Art Buchwald’s first play, Sheep on the Runway, is a cartoon allegory. Flush with military hardware but low on brainpower, a group of bumbling, do-good-ing, fast-talking Americans lead a small, neutral Himalayan nation in Asia into a deadly heap of trouble. The difficulty with themes like this is that a playgoer is not quite sure whether he is experiencing the shock or the drone of recognition. An audience should never know as much as or more about a play than the playwright does.
Since Buchwald never opts to go all out for satire or all out for farce, the play seems to be stalemated in a diplomatic buffer zone between the two. In straight allegories, the characters go by general labels such as the Pilgrim, the Fool, the Saint. In Buchwald’s comic allegory, the characters are similarly walking labels: the Hawk (a syndicated Washington columnist), the Ambassador, the Pentagon Man, the C.I.A. Man, the A.I.D. Man, the Local Prince. Stereotypes do contain truths, and they serve a playwright well, but only 50% of the way. The other 50% comes from a playwright’s individuation of his characters so that they surprise, confound, delight and involve the audience. That is the 50% that Art Buchwald cannot yet supply in Sheep on the Runway.
What he does supply is a fusillade of laughs. These are not so much punch lines as counterpunch lines. “You are considered an underdeveloped nation by underdeveloped nations,” the Local Prince is told by the Columnist. “Disneyland—that’s our code name for Washington,” explains the Ambassador. Political in-joking is the sport of the evening, but some of it has a kind of frantic blandness about it: “Do you realize that the average age of Chiang Kai-shek’s privates is now 64?”
The cast is uneven, and Director Gene Saks too often seems merely to have urged his actors toward assorted bedlam. Martin Gabel displays a finely arrogant condescension as the Hawk, who can sniff out Communist threats in unpopulated jungles, and David Burns as the Ambassador hilariously exhales his words like a trombone in anguish. A lavish campaign contributor, he storms that Washington doesn’t even know where his post is. That is the play’s problem as well, but the laughs are located at Broadway’s Helen Hayes Theater, and in a dry season they are thirst quenchers.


■ YOUR TASK ■
All the data that follows should be repeated exactly, without a single picture.

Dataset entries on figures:

- - - - - - -

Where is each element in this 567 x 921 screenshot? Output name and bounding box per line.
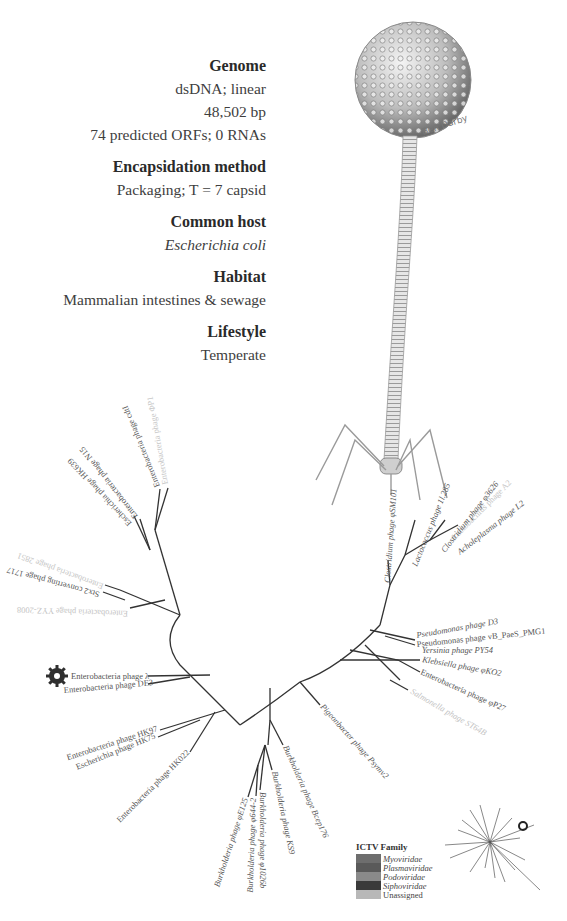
- leaf-label: Enterobacteria phage HK022: [114, 747, 191, 824]
- inset-highlight-icon: [519, 822, 527, 830]
- legend-swatch: [356, 890, 381, 899]
- leaf-label: Pigeonbacter phage Psymv2: [318, 701, 392, 781]
- tree-branches: [103, 488, 458, 797]
- legend-label: Unassigned: [383, 890, 423, 900]
- leaf-label: Clostridium phage φSM101: [382, 488, 399, 583]
- leaf-label: Burkholderia phage φE125: [212, 797, 250, 889]
- leaf-label: Enterobacteria phage YYZ-2008: [17, 605, 128, 619]
- ictv-family-legend: ICTV Family Myoviridae Plasmaviridae Pod…: [356, 842, 433, 899]
- leaf-label: Burkholderia phage KS9: [270, 770, 298, 855]
- tree-labels: Enterobacteria phage ΦP1 Enterobacteria …: [6, 396, 546, 893]
- legend-title: ICTV Family: [356, 842, 433, 852]
- leaf-label: Burkholderia phage φ1026b: [258, 792, 268, 888]
- legend-swatch: [356, 863, 381, 872]
- virus-icon: [46, 665, 68, 687]
- leaf-label: Burkholderia phage φ644-2: [245, 797, 258, 893]
- inset-tree-overview: [445, 805, 540, 890]
- legend-swatch: [356, 854, 381, 863]
- legend-swatch: [356, 881, 381, 890]
- leaf-label: Lactococcus phage 1l.285: [409, 481, 452, 568]
- legend-item: Unassigned: [356, 890, 433, 899]
- phylogenetic-tree: Enterobacteria phage ΦP1 Enterobacteria …: [0, 0, 567, 921]
- legend-swatch: [356, 872, 381, 881]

- - - - - - -

■ SOLUTION TO THE PROBLEM ■
Where is each element in this 567 x 921 screenshot? Output name and bounding box per line.
- leaf-label: Enterobacteria phage HK022: [114, 747, 191, 824]
- inset-highlight-icon: [519, 822, 527, 830]
- legend-swatch: [356, 890, 381, 899]
- leaf-label: Pigeonbacter phage Psymv2: [318, 701, 392, 781]
- tree-branches: [103, 488, 458, 797]
- legend-label: Unassigned: [383, 890, 423, 900]
- leaf-label: Clostridium phage φSM101: [382, 488, 399, 583]
- leaf-label: Burkholderia phage φE125: [212, 797, 250, 889]
- leaf-label: Enterobacteria phage YYZ-2008: [17, 605, 128, 619]
- ictv-family-legend: ICTV Family Myoviridae Plasmaviridae Pod…: [356, 842, 433, 899]
- leaf-label: Burkholderia phage KS9: [270, 770, 298, 855]
- tree-labels: Enterobacteria phage ΦP1 Enterobacteria …: [6, 396, 546, 893]
- legend-title: ICTV Family: [356, 842, 433, 852]
- leaf-label: Burkholderia phage φ1026b: [258, 792, 268, 888]
- legend-swatch: [356, 863, 381, 872]
- virus-icon: [46, 665, 68, 687]
- leaf-label: Burkholderia phage φ644-2: [245, 797, 258, 893]
- inset-tree-overview: [445, 805, 540, 890]
- legend-swatch: [356, 854, 381, 863]
- legend-swatch: [356, 881, 381, 890]
- leaf-label: Lactococcus phage 1l.285: [409, 481, 452, 568]
- legend-item: Unassigned: [356, 890, 433, 899]
- phylogenetic-tree: Enterobacteria phage ΦP1 Enterobacteria …: [0, 0, 567, 921]
- legend-swatch: [356, 872, 381, 881]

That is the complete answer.